The Laureates’ Lens: Exposing the Development of Literary History and Literary Criticism From Beneath the Dunce Cap

Moore, Lindsay Emory 12 1900 (has links)
In this project, I examine the impact of early literary criticism, early literary history, and the history of knowledge on the perception of the laureateship as it was formulated at specific moments in the eighteenth century. Instead of accepting the assessments of Pope and Johnson, I reconstruct the contemporary impact of laureate writings and the writing that fashioned the view of the laureates we have inherited. I use an array of primary documents (from letters and journal entries to poems and non-fiction prose) to analyze the way the laureateship as a literary identity was constructed in several key moments: the debate over hack literature in the pamphlet wars surrounding Elkanah Settle’s The Empress of Morocco (1673), the defense of Colley Cibber and his subsequent attempt to use his expertise of theater in An Apology for the Life of Colley Cibber (1740), the consolidation of hack literature and state-sponsored poetry with the crowning of Colley Cibber as the King of the Dunces in Pope’s The Dunciad in Four Books (1742), the fashioning of Thomas Gray and William Mason as laureate rejecters in Mason’s Memoirs of the Life and Writings of William Whitehead (1788), Southey’s progressive work to abolish laureate task writing in his laureate odes 1813-1821, and, finally, in Wordsworth’s refusal to produce any laureate task writing during his tenure, 1843-1850. In each case, I explain how the construction of this office was central to the consolidation of literary history and to forging authorial identity in the same period. This differs from the conventional treatment of the laureates because I expose the history of the versions of literary history that have to date structured how scholars understand the laureate, and by doing so, reveal how the laureateship was used to create, legitimate and disseminate the model of literary history we still use today.
45

Political Atheism vs. The Divine Right of Kings: Understanding 'The Fairy of the Lake' (1801)

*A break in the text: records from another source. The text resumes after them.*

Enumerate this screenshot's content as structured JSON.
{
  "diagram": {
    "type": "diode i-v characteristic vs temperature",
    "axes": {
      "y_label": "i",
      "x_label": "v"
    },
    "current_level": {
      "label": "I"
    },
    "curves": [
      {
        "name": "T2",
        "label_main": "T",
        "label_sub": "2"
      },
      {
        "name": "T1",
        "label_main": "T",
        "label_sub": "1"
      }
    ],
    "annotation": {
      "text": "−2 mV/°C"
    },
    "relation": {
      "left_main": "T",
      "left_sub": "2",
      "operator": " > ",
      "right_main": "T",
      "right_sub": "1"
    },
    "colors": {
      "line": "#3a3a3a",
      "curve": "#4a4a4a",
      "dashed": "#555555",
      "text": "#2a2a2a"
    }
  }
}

Post, Andy 30 April 2014 (has links)
In 'Political Atheism vs. The Divine Right of Kings,' I build on Thompson and Scrivener’s work analysing John Thelwall’s play 'The Fairy of the Lake' as a political allegory, arguing all religious symbolism in 'FL' to advance the traditionally Revolutionary thesis that “the King is not a God.” My first chapter contextualises Thelwall’s revival of 17th century radicalism during the French Revolution and its failure. My second chapter examines how Thelwall’s use of fire as a symbol discrediting the Saxons’ pagan notion of divine monarchy, also emphasises the idolatrous apotheosis of King Arthur. My third chapter deconstructs the Fairy of the Lake’s water and characterisation, and concludes her sole purpose to be to justify a Revolution beyond moral reproach. My fourth chapter traces how beer satirises Communion wine, among both pagans and Christians, in order to undermine any religion that could reinforce either divinity or the Divine Right of Kings. / A close reading of an all-but-forgotten Arthurian play as an allegory against the Divine Right of Kings.